Introduction: Migration and Education in the Asian Context
Chapter One: Building Educational Community for Left-behind Children in Rural China
A Case Study of Small Rural School in Hubei Province Jing Liu
Chapter Two: Reconsidering Inclusive Migrant Education: the Case of Burmese Migrant Youth in Thailand On Ni Chan
Chapter Three: Optimizing the benefits from schooling: School-switching behavior among Indian American return migrants Adrienne Lee Atterberry
Chapter Four: Migration and Settlement of Japanese-Peruvian Migrants: Educational Challenges of Nikkei Families in Japan Jakeline Lagones
Chapter Five: The Impact of Armed Conflict on Education in Timor-Leste Yuji Utsumi
Chapter Six: Migration and the Question of Human Capital: Education and training considerations among international labour migrants, Municipality of Rizal, the Philippines Francis Peddie
Chapter Seven: Going Home to Learn: Educational Journeys of Children in Filipino Transnational Families Derrace G. McCallum
Conclusion: A Complex and Diverse Nexus
Jing Liu is an associate professor at the Graduate School of Education, Tohoku University, Japan. He received his doctorate in international development from the Graduate School of International Development, Nagoya University, Japan, where he served as an assistant professor from 2013 to 2017. His dissertation, The Development of Inequality in Public School Admission: Public Discourses on Zexiao and Practices in Urban China, received the Best Dissertation Award from the Institute for International Studies in Education of the University of Pittsburgh (USA), and the Asia Pacific Research Prize (Commendation) from the Asia Pacific Forum, Awaji Conference Japan, in 2013. This dissertation was published by Springer under the title Inequality in Public School Admission in Urban China: Discourses, Practices, and New Solutions. His research areas include sociology of education, international and comparative education, and education for sustainability. He began his studies on education in 2007 and has accumulated considerable experience in researching educational development in East Asia and in Southeast Asia. His current research projects include school collaboration for school improvement in China and Japan, small-scale schools and quality education in rural China, education for left-behind children in rural China, and transformation of higher education for sustainability in Asia.

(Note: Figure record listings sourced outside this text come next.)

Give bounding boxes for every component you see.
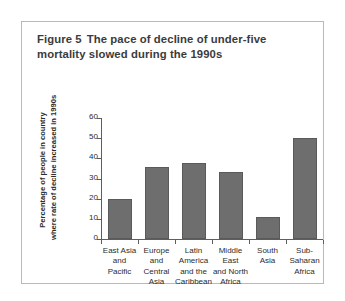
bar-5 xyxy=(256,217,280,239)
bar-6 xyxy=(293,138,317,239)
x-axis-label-line: and xyxy=(138,256,175,266)
figure-number: Figure 5 xyxy=(37,33,82,45)
y-tick-label: 50 xyxy=(89,132,98,141)
y-tick-label: 30 xyxy=(89,173,98,182)
bars-layer xyxy=(101,118,323,239)
x-tick-mark xyxy=(323,240,324,244)
x-axis-label-line: Saharan xyxy=(286,256,323,266)
x-axis-label-line: Europe xyxy=(138,246,175,256)
x-axis-label-5: SouthAsia xyxy=(249,246,286,267)
y-tick-label: 0 xyxy=(94,233,98,242)
y-tick-label: 20 xyxy=(89,193,98,202)
figure-frame: Figure 5The pace of decline of under-fiv… xyxy=(21,21,324,284)
x-axis-label-line: East xyxy=(212,256,249,266)
x-axis-label-line: and the xyxy=(175,267,212,277)
x-tick-mark xyxy=(175,240,176,244)
x-axis-label-1: East AsiaandPacific xyxy=(101,246,138,277)
y-tick-label: 40 xyxy=(89,152,98,161)
x-axis-label-line: Latin xyxy=(175,246,212,256)
chart-plot-area: Percentage of people in country where ra… xyxy=(73,100,323,298)
x-axis-label-line: South xyxy=(249,246,286,256)
bar-1 xyxy=(108,199,132,239)
y-tick-label: 10 xyxy=(89,213,98,222)
x-axis-label-line: Asia xyxy=(138,277,175,287)
x-axis-label-line: Asia xyxy=(249,256,286,266)
x-axis-label-line: Sub- xyxy=(286,246,323,256)
bar-3 xyxy=(182,163,206,239)
x-tick-mark xyxy=(286,240,287,244)
bar-2 xyxy=(145,167,169,239)
x-axis-label-line: Central xyxy=(138,267,175,277)
y-axis-label-line-1: Percentage of people in country xyxy=(37,100,48,240)
x-axis-label-4: MiddleEastand NorthAfrica xyxy=(212,246,249,288)
x-axis-label-line: Pacific xyxy=(101,267,138,277)
x-tick-mark xyxy=(212,240,213,244)
x-axis-labels: East AsiaandPacificEuropeandCentralAsiaL… xyxy=(101,246,323,301)
x-tick-mark xyxy=(101,240,102,244)
axis-box: 0102030405060 East AsiaandPacificEuropea… xyxy=(101,118,323,240)
x-axis-label-line: Caribbean xyxy=(175,277,212,287)
figure-title: Figure 5The pace of decline of under-fiv… xyxy=(37,32,312,61)
bar-4 xyxy=(219,172,243,239)
y-tick-label: 60 xyxy=(89,112,98,121)
x-tick-mark xyxy=(249,240,250,244)
x-axis-label-line: Africa xyxy=(212,277,249,287)
y-axis-label: Percentage of people in country where ra… xyxy=(37,100,63,240)
x-axis-label-line: East Asia xyxy=(101,246,138,256)
x-axis-label-line: Africa xyxy=(286,267,323,277)
x-axis-label-line: America xyxy=(175,256,212,266)
x-axis-label-line: Middle xyxy=(212,246,249,256)
x-axis-label-line: and xyxy=(101,256,138,266)
x-axis-label-line: and North xyxy=(212,267,249,277)
x-axis-label-3: LatinAmericaand theCaribbean xyxy=(175,246,212,288)
x-axis-label-2: EuropeandCentralAsia xyxy=(138,246,175,288)
x-tick-mark xyxy=(138,240,139,244)
x-axis-label-6: Sub-SaharanAfrica xyxy=(286,246,323,277)
y-axis-label-line-2: where rate of decline increased in 1990s xyxy=(48,100,59,240)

Francis Peddie is an associate professor in the Peace and Governance Program of the Graduate School of International Development, Nagoya University, Japan. He holds a doctorate in history from York University (Canada) in Latin American and Canadian social history and is the author of Young, Well-Educated and Adaptable: Chilean Exiles in Ontario and Quebec, 1973–2010 (University of Manitoba Press, 2014). His current research focuses on labor migration from a small town in the Philippines, an ongoing examination of the Japanese Technical Intern Trainee Program and the changes taking place in Japanese immigration policy.

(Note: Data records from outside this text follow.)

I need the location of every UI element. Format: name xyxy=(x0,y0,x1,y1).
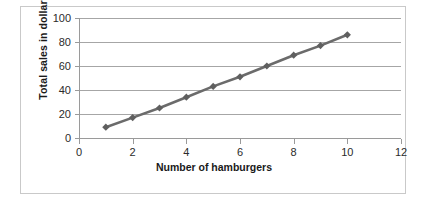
series-line xyxy=(106,35,348,127)
x-axis-tick-label: 2 xyxy=(130,146,136,158)
x-axis-tick-label: 4 xyxy=(183,146,189,158)
data-point-marker xyxy=(236,73,243,80)
data-point-marker xyxy=(344,31,351,38)
data-point-marker xyxy=(317,42,324,49)
y-axis-tick-label: 60 xyxy=(59,60,71,72)
y-axis-tick-label: 80 xyxy=(59,36,71,48)
y-axis-tick-label: 40 xyxy=(59,84,71,96)
data-point-marker xyxy=(210,83,217,90)
x-axis-tick xyxy=(79,139,80,144)
data-point-marker xyxy=(129,114,136,121)
plot-area: 020406080100 024681012 xyxy=(79,18,401,138)
x-axis-tick-label: 10 xyxy=(341,146,353,158)
x-axis-tick xyxy=(294,139,295,144)
data-point-marker xyxy=(156,104,163,111)
x-axis-tick-label: 12 xyxy=(395,146,407,158)
y-axis-title: Total sales in dollars xyxy=(37,0,49,107)
data-point-marker xyxy=(290,52,297,59)
clipped-header-text xyxy=(43,7,243,11)
y-axis-tick-label: 20 xyxy=(59,108,71,120)
x-axis-title: Number of hamburgers xyxy=(21,161,407,173)
x-axis-tick xyxy=(240,139,241,144)
x-axis-tick-label: 0 xyxy=(76,146,82,158)
data-point-marker xyxy=(263,62,270,69)
x-axis-tick-label: 6 xyxy=(237,146,243,158)
x-axis-tick xyxy=(401,139,402,144)
chart-container: Total sales in dollars 020406080100 0246… xyxy=(20,6,406,194)
x-axis-tick xyxy=(347,139,348,144)
data-point-marker xyxy=(102,124,109,131)
x-axis-tick xyxy=(186,139,187,144)
x-axis-tick xyxy=(133,139,134,144)
data-point-marker xyxy=(183,94,190,101)
y-axis-tick-label: 100 xyxy=(53,12,71,24)
x-axis-tick-label: 8 xyxy=(291,146,297,158)
data-series-line xyxy=(79,18,401,139)
y-axis-tick-label: 0 xyxy=(65,132,71,144)
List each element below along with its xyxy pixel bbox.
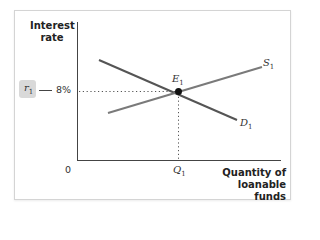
s1-symbol: S — [263, 57, 270, 68]
q1-label: Q1 — [173, 164, 186, 178]
s1-label: S1 — [263, 57, 274, 71]
q1-symbol: Q — [173, 164, 181, 175]
r1-subscript: 1 — [29, 88, 33, 96]
equilibrium-point — [175, 88, 182, 95]
e1-subscript: 1 — [179, 79, 183, 87]
y-axis-label-line1: Interest — [30, 20, 74, 32]
rate-tick-label: 8% — [56, 84, 71, 95]
d1-symbol: D — [240, 117, 248, 128]
e1-label: E1 — [172, 73, 184, 87]
x-axis-label: Quantity of loanable funds — [210, 167, 286, 203]
s1-subscript: 1 — [270, 63, 274, 71]
d1-label: D1 — [240, 117, 253, 131]
y-axis-label-line2: rate — [30, 32, 74, 44]
d1-subscript: 1 — [248, 123, 252, 131]
q1-subscript: 1 — [181, 170, 185, 178]
origin-label: 0 — [65, 164, 71, 175]
x-axis-label-line1: Quantity of — [210, 167, 286, 179]
y-axis-label: Interest rate — [30, 20, 74, 44]
x-axis-label-line2: loanable funds — [210, 179, 286, 203]
demand-curve — [99, 60, 237, 120]
r1-label: r1 — [24, 82, 33, 96]
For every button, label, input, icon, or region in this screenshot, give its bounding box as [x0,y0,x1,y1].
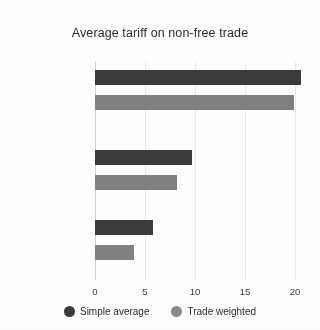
legend-swatch-icon [171,306,182,317]
legend-item-trade-weighted: Trade weighted [171,306,256,317]
x-tick-label: 20 [280,286,310,297]
gridline-20 [295,62,296,280]
x-tick-label: 10 [180,286,210,297]
chart-legend: Simple average Trade weighted [0,306,320,317]
bar [95,175,177,190]
plot-area: 05101520AgricultureManufacturingNatural … [95,62,295,280]
bar [95,70,301,85]
bar [95,245,134,260]
legend-swatch-icon [64,306,75,317]
x-tick-label: 15 [230,286,260,297]
x-tick-label: 5 [130,286,160,297]
chart-figure: Average tariff on non-free trade 0510152… [0,0,320,330]
bar [95,95,294,110]
legend-label: Trade weighted [187,306,256,317]
legend-item-simple-average: Simple average [64,306,149,317]
bar [95,220,153,235]
bar [95,150,192,165]
chart-title: Average tariff on non-free trade [0,26,320,40]
x-tick-label: 0 [80,286,110,297]
legend-label: Simple average [80,306,149,317]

This edited book explores the complex and multifaceted connections between education and migration in an Asian context from multiple perspectives. It features studies from China, Japan, India, the Philippines, Thailand, and Timor-Leste and covers diverse migration and education experiences. These experiences encompass internal and international migration and forced displacement, as well as questions surrounding education such as school choice, education provision and training as human capital; education and social inclusion; and student performance in a post-conflict context. By covering a wide range of questions and situations, the original scholarship in this book reveals how human development concerns and higher rates of movement within and outside of Asian countries operate on multiple levels in a globalized world.